Toggle light / dark theme

The FAA has Starship on their launch calendar! The biggest step towards colonizing Mars is perhaps a week away. But the question remains: why are humans going to make the choice to spend the rest of their lives on such a hostile planet? Well, for the main reasons that humans do anything.
Money.
#space #spacex #nasa.

Please support my channel! EARLY VIDEO RELEASES, DISCORD MEMBERSHIP AND EXCLUSIVE CONTENT PLUS 15% OFF MERCH!
https://www.patreon.com/AngryAstronaut.
https://www.paypal.com/paypalme/AngryAstro.

The Case for Mars by Robert Zubrin.
https://space.nss.org/the-case-for-colonizing-mars-by-robert-zubrin/

https://www.youtube.com/@spaceboffin.

Lifestyle behaviors such as eating well and exercising can be significant factors in one’s overall health. But the risk of developing cancer is predominantly at the whim of an individual’s genetics.

Our bodies are constantly making copies of our to produce new cells. However, there are occasional mistakes in those copies, a phenomenon geneticists call mutation. In some cases, these mistakes can alter proteins, fuse genes and change how much a gene gets copied, ultimately impacting a person’s risk of developing cancer. Scientists can better understand the impact of mutations by developing predictive models for tumor activity.

Christopher Plaisier, an assistant professor of biomedical engineering in the Ira A. Fulton Schools of Engineering at Arizona State University, is developing a called OncoMerge that uses genetic data to improve cancer modeling technology.

Humans are known to perceive the environment around them differently based on the situation they are in and their own feelings and sensations. Internal states, such as fear, arousal or hunger can thus affect the ways in which sensory information is processed and registered by the brain.

Researchers at Beth Israel Deaconess Medical Center, Boston Children’s Hospital, and Peking University have recently carried out a study investigating the possible effects of , a neurotransmitter known to regulate sleep, mood, , and other inner states, in the processing of visual information. Their findings, published in Neuron, suggest that serotonergic neurons in the brainstem (i.e., the central trunk of the mammalian brain) gate the transfer of visual information from the eyes to the thalamus, an egg-shaped area of the brain.

“Internal states are known to affect sensory perception and processing, but this was generally thought to occur in the cortex or thalamus,” Chinfei Chen, one of the researchers who carried out the study, told Medical Xpress. “One of our previous studies revealed that arousal can suppress certain visual information channels at an earlier stage of the visual pathway–at the connection between the mouse retina and the thalamus, before the information even reaches the brain. This form of ‘filtering’ of information suggests a very efficient means of processing only relevant information.”

The molecules in our bodies are in constant communication. Some of these molecules provide a biochemical fingerprint that could indicate how a wound is healing, whether or not a cancer treatment is working or that a virus has invaded the body. If we could sense these signals in real time with high sensitivity, then we might be able to recognize health problems faster and even monitor disease as it progresses.

Now Northwestern University researchers have developed a new technology that makes it easier to eavesdrop on our body’s inner conversations.

While the body’s chemical signals are incredibly faint—making them difficult to detect and analyze—the researchers have developed a new method that boosts signals by more than 1,000 times. Transistors, the building block of electronics, can boost weak signals to provide an amplified output. The new approach makes signals easier to detect without complex and bulky electronics.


Task item:
From the entries that follow, pick out all lines holding "should".

=== Data for this task ===

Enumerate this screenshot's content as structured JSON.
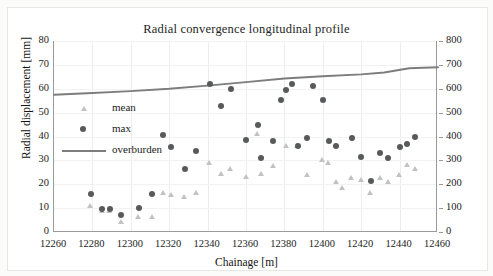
{
  "chart_data": {
    "type": "scatter",
    "title": "Radial convergence longitudinal profile",
    "xlabel": "Chainage [m]",
    "ylabel": "Radial displacement [mm]",
    "y2label": "Overburden [m]",
    "xlim": [
      12260,
      12460
    ],
    "ylim": [
      0,
      80
    ],
    "y2lim": [
      0,
      800
    ],
    "xticks": [
      12260,
      12280,
      12300,
      12320,
      12340,
      12360,
      12380,
      12400,
      12420,
      12440,
      12460
    ],
    "yticks": [
      0,
      10,
      20,
      30,
      40,
      50,
      60,
      70,
      80
    ],
    "y2ticks": [
      0,
      100,
      200,
      300,
      400,
      500,
      600,
      700,
      800
    ],
    "grid": true,
    "legend_position": "upper left",
    "series": [
      {
        "name": "mean",
        "marker": "triangle",
        "color": "#c2c2c2",
        "axis": "left",
        "points": [
          [
            12279,
            11.0
          ],
          [
            12285,
            9.0
          ],
          [
            12289,
            9.0
          ],
          [
            12295,
            4.0
          ],
          [
            12304,
            6.5
          ],
          [
            12311,
            6.5
          ],
          [
            12317,
            16.5
          ],
          [
            12321,
            15.5
          ],
          [
            12328,
            14.5
          ],
          [
            12334,
            16.5
          ],
          [
            12341,
            29.0
          ],
          [
            12347,
            24.5
          ],
          [
            12352,
            26.5
          ],
          [
            12360,
            23.0
          ],
          [
            12366,
            41.0
          ],
          [
            12368,
            24.5
          ],
          [
            12374,
            27.5
          ],
          [
            12381,
            36.0
          ],
          [
            12387,
            36.0
          ],
          [
            12392,
            24.0
          ],
          [
            12400,
            30.0
          ],
          [
            12403,
            29.0
          ],
          [
            12407,
            21.0
          ],
          [
            12410,
            18.5
          ],
          [
            12415,
            22.5
          ],
          [
            12420,
            22.0
          ],
          [
            12425,
            16.5
          ],
          [
            12430,
            22.5
          ],
          [
            12434,
            21.0
          ],
          [
            12440,
            24.0
          ],
          [
            12444,
            28.0
          ],
          [
            12448,
            26.5
          ]
        ]
      },
      {
        "name": "max",
        "marker": "circle",
        "color": "#58595b",
        "axis": "left",
        "points": [
          [
            12279,
            16.0
          ],
          [
            12285,
            9.5
          ],
          [
            12289,
            9.5
          ],
          [
            12295,
            7.0
          ],
          [
            12304,
            10.0
          ],
          [
            12311,
            16.0
          ],
          [
            12317,
            40.5
          ],
          [
            12321,
            35.5
          ],
          [
            12328,
            26.5
          ],
          [
            12334,
            34.0
          ],
          [
            12341,
            62.0
          ],
          [
            12347,
            53.0
          ],
          [
            12352,
            60.0
          ],
          [
            12360,
            38.5
          ],
          [
            12366,
            45.0
          ],
          [
            12368,
            31.0
          ],
          [
            12374,
            38.0
          ],
          [
            12378,
            55.5
          ],
          [
            12381,
            59.5
          ],
          [
            12384,
            62.0
          ],
          [
            12387,
            36.0
          ],
          [
            12392,
            39.5
          ],
          [
            12395,
            61.0
          ],
          [
            12400,
            55.5
          ],
          [
            12403,
            38.0
          ],
          [
            12407,
            36.0
          ],
          [
            12415,
            39.5
          ],
          [
            12420,
            31.5
          ],
          [
            12425,
            21.5
          ],
          [
            12430,
            33.0
          ],
          [
            12434,
            31.0
          ],
          [
            12440,
            35.5
          ],
          [
            12444,
            37.0
          ],
          [
            12448,
            40.0
          ]
        ]
      },
      {
        "name": "overburden",
        "marker": "line",
        "color": "#7d7d7d",
        "axis": "right",
        "points": [
          [
            12260,
            575
          ],
          [
            12280,
            582
          ],
          [
            12300,
            590
          ],
          [
            12320,
            600
          ],
          [
            12340,
            613
          ],
          [
            12360,
            628
          ],
          [
            12380,
            643
          ],
          [
            12400,
            652
          ],
          [
            12420,
            660
          ],
          [
            12432,
            668
          ],
          [
            12445,
            686
          ],
          [
            12460,
            690
          ]
        ]
      }
    ],
    "legend": [
      {
        "label": "mean",
        "marker": "triangle"
      },
      {
        "label": "max",
        "marker": "circle"
      },
      {
        "label": "overburden",
        "marker": "line"
      }
    ]
  }
}
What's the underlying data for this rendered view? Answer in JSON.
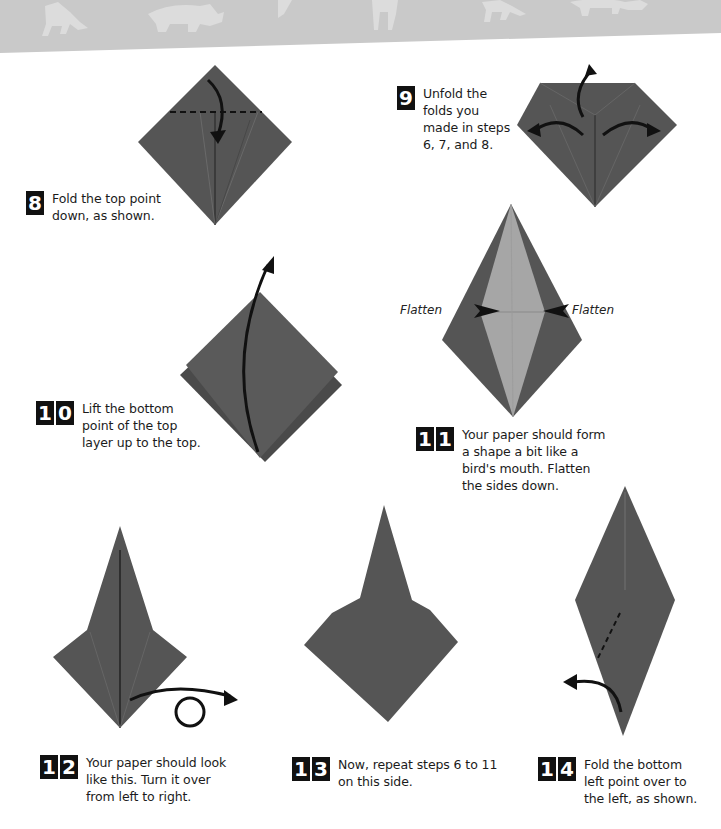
{
  "colors": {
    "paper": "#565656",
    "paper_light": "#8a8a8a",
    "paper_inner": "#a5a5a5",
    "header_band": "#c8c8c8",
    "header_silhouette": "#dedede",
    "arrow": "#111111"
  },
  "header": {
    "decoration": "animal-silhouettes-band",
    "silhouettes": [
      "fox",
      "rhino",
      "giraffe-neck",
      "giraffe-legs",
      "fox",
      "rhino"
    ]
  },
  "steps": [
    {
      "number": "8",
      "digits": [
        "8"
      ],
      "text": "Fold the top point\ndown, as shown."
    },
    {
      "number": "9",
      "digits": [
        "9"
      ],
      "text": "Unfold the\nfolds you\nmade in steps\n6, 7, and 8."
    },
    {
      "number": "10",
      "digits": [
        "1",
        "0"
      ],
      "text": "Lift the bottom\npoint of the top\nlayer up to the top."
    },
    {
      "number": "11",
      "digits": [
        "1",
        "1"
      ],
      "text": "Your paper should form\na shape a bit like a\nbird's mouth. Flatten\nthe sides down."
    },
    {
      "number": "12",
      "digits": [
        "1",
        "2"
      ],
      "text": "Your paper should look\nlike this. Turn it over\nfrom left to right."
    },
    {
      "number": "13",
      "digits": [
        "1",
        "3"
      ],
      "text": "Now, repeat steps 6 to 11\non this side."
    },
    {
      "number": "14",
      "digits": [
        "1",
        "4"
      ],
      "text": "Fold the bottom\nleft point over to\nthe left, as shown."
    }
  ],
  "labels": {
    "flatten_left": "Flatten",
    "flatten_right": "Flatten"
  }
}
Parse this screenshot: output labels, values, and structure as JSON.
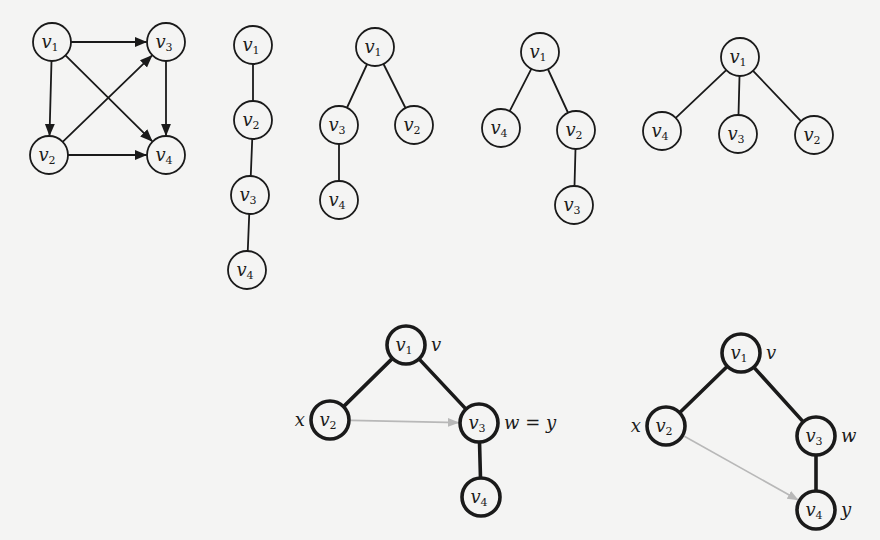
{
  "figure": {
    "background": "#f4f4f3",
    "stroke_color": "#1a1a1a",
    "highlight_edge_color": "#b8b8b8",
    "node_radius": 19
  },
  "graphs": [
    {
      "id": "digraph",
      "kind": "directed",
      "nodes": [
        {
          "id": "v1",
          "base": "v",
          "sub": "1",
          "x": 52,
          "y": 42
        },
        {
          "id": "v3",
          "base": "v",
          "sub": "3",
          "x": 166,
          "y": 42
        },
        {
          "id": "v2",
          "base": "v",
          "sub": "2",
          "x": 49,
          "y": 155
        },
        {
          "id": "v4",
          "base": "v",
          "sub": "4",
          "x": 166,
          "y": 155
        }
      ],
      "edges": [
        {
          "from": "v1",
          "to": "v3"
        },
        {
          "from": "v1",
          "to": "v2"
        },
        {
          "from": "v1",
          "to": "v4"
        },
        {
          "from": "v2",
          "to": "v3"
        },
        {
          "from": "v2",
          "to": "v4"
        },
        {
          "from": "v3",
          "to": "v4"
        }
      ]
    },
    {
      "id": "tree-path",
      "kind": "tree",
      "nodes": [
        {
          "id": "v1",
          "base": "v",
          "sub": "1",
          "x": 253,
          "y": 45
        },
        {
          "id": "v2",
          "base": "v",
          "sub": "2",
          "x": 253,
          "y": 120
        },
        {
          "id": "v3",
          "base": "v",
          "sub": "3",
          "x": 250,
          "y": 195
        },
        {
          "id": "v4",
          "base": "v",
          "sub": "4",
          "x": 247,
          "y": 270
        }
      ],
      "edges": [
        {
          "from": "v1",
          "to": "v2"
        },
        {
          "from": "v2",
          "to": "v3"
        },
        {
          "from": "v3",
          "to": "v4"
        }
      ]
    },
    {
      "id": "tree-2",
      "kind": "tree",
      "nodes": [
        {
          "id": "v1",
          "base": "v",
          "sub": "1",
          "x": 375,
          "y": 47
        },
        {
          "id": "v3",
          "base": "v",
          "sub": "3",
          "x": 339,
          "y": 125
        },
        {
          "id": "v2",
          "base": "v",
          "sub": "2",
          "x": 414,
          "y": 125
        },
        {
          "id": "v4",
          "base": "v",
          "sub": "4",
          "x": 339,
          "y": 200
        }
      ],
      "edges": [
        {
          "from": "v1",
          "to": "v3"
        },
        {
          "from": "v1",
          "to": "v2"
        },
        {
          "from": "v3",
          "to": "v4"
        }
      ]
    },
    {
      "id": "tree-3",
      "kind": "tree",
      "nodes": [
        {
          "id": "v1",
          "base": "v",
          "sub": "1",
          "x": 540,
          "y": 52
        },
        {
          "id": "v4",
          "base": "v",
          "sub": "4",
          "x": 501,
          "y": 128
        },
        {
          "id": "v2",
          "base": "v",
          "sub": "2",
          "x": 576,
          "y": 130
        },
        {
          "id": "v3",
          "base": "v",
          "sub": "3",
          "x": 574,
          "y": 205
        }
      ],
      "edges": [
        {
          "from": "v1",
          "to": "v4"
        },
        {
          "from": "v1",
          "to": "v2"
        },
        {
          "from": "v2",
          "to": "v3"
        }
      ]
    },
    {
      "id": "tree-4",
      "kind": "tree",
      "nodes": [
        {
          "id": "v1",
          "base": "v",
          "sub": "1",
          "x": 740,
          "y": 57
        },
        {
          "id": "v4",
          "base": "v",
          "sub": "4",
          "x": 662,
          "y": 131
        },
        {
          "id": "v3",
          "base": "v",
          "sub": "3",
          "x": 738,
          "y": 134
        },
        {
          "id": "v2",
          "base": "v",
          "sub": "2",
          "x": 814,
          "y": 135
        }
      ],
      "edges": [
        {
          "from": "v1",
          "to": "v4"
        },
        {
          "from": "v1",
          "to": "v3"
        },
        {
          "from": "v1",
          "to": "v2"
        }
      ]
    },
    {
      "id": "ancestor-case-1",
      "kind": "tree-bold",
      "nodes": [
        {
          "id": "v1",
          "base": "v",
          "sub": "1",
          "x": 406,
          "y": 345,
          "side_label": "v",
          "side": "right"
        },
        {
          "id": "v2",
          "base": "v",
          "sub": "2",
          "x": 330,
          "y": 420,
          "side_label": "x",
          "side": "left"
        },
        {
          "id": "v3",
          "base": "v",
          "sub": "3",
          "x": 479,
          "y": 423,
          "side_label": "w = y",
          "side": "right"
        },
        {
          "id": "v4",
          "base": "v",
          "sub": "4",
          "x": 481,
          "y": 497
        }
      ],
      "edges": [
        {
          "from": "v1",
          "to": "v2"
        },
        {
          "from": "v1",
          "to": "v3"
        },
        {
          "from": "v3",
          "to": "v4"
        }
      ],
      "highlight_arrows": [
        {
          "from": "v2",
          "to": "v3"
        }
      ]
    },
    {
      "id": "ancestor-case-2",
      "kind": "tree-bold",
      "nodes": [
        {
          "id": "v1",
          "base": "v",
          "sub": "1",
          "x": 741,
          "y": 353,
          "side_label": "v",
          "side": "right"
        },
        {
          "id": "v2",
          "base": "v",
          "sub": "2",
          "x": 666,
          "y": 426,
          "side_label": "x",
          "side": "left"
        },
        {
          "id": "v3",
          "base": "v",
          "sub": "3",
          "x": 816,
          "y": 436,
          "side_label": "w",
          "side": "right"
        },
        {
          "id": "v4",
          "base": "v",
          "sub": "4",
          "x": 816,
          "y": 510,
          "side_label": "y",
          "side": "right"
        }
      ],
      "edges": [
        {
          "from": "v1",
          "to": "v2"
        },
        {
          "from": "v1",
          "to": "v3"
        },
        {
          "from": "v3",
          "to": "v4"
        }
      ],
      "highlight_arrows": [
        {
          "from": "v2",
          "to": "v4"
        }
      ]
    }
  ]
}
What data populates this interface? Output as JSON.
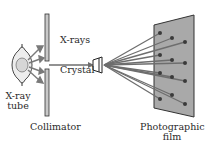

===

Exercise result:
      "text": "Your paper should form\na shape a bit like a\nbird's mouth. Flatten\nthe sides down."
      "text": "Your paper should look\nlike this. Turn it over\nfrom left to right."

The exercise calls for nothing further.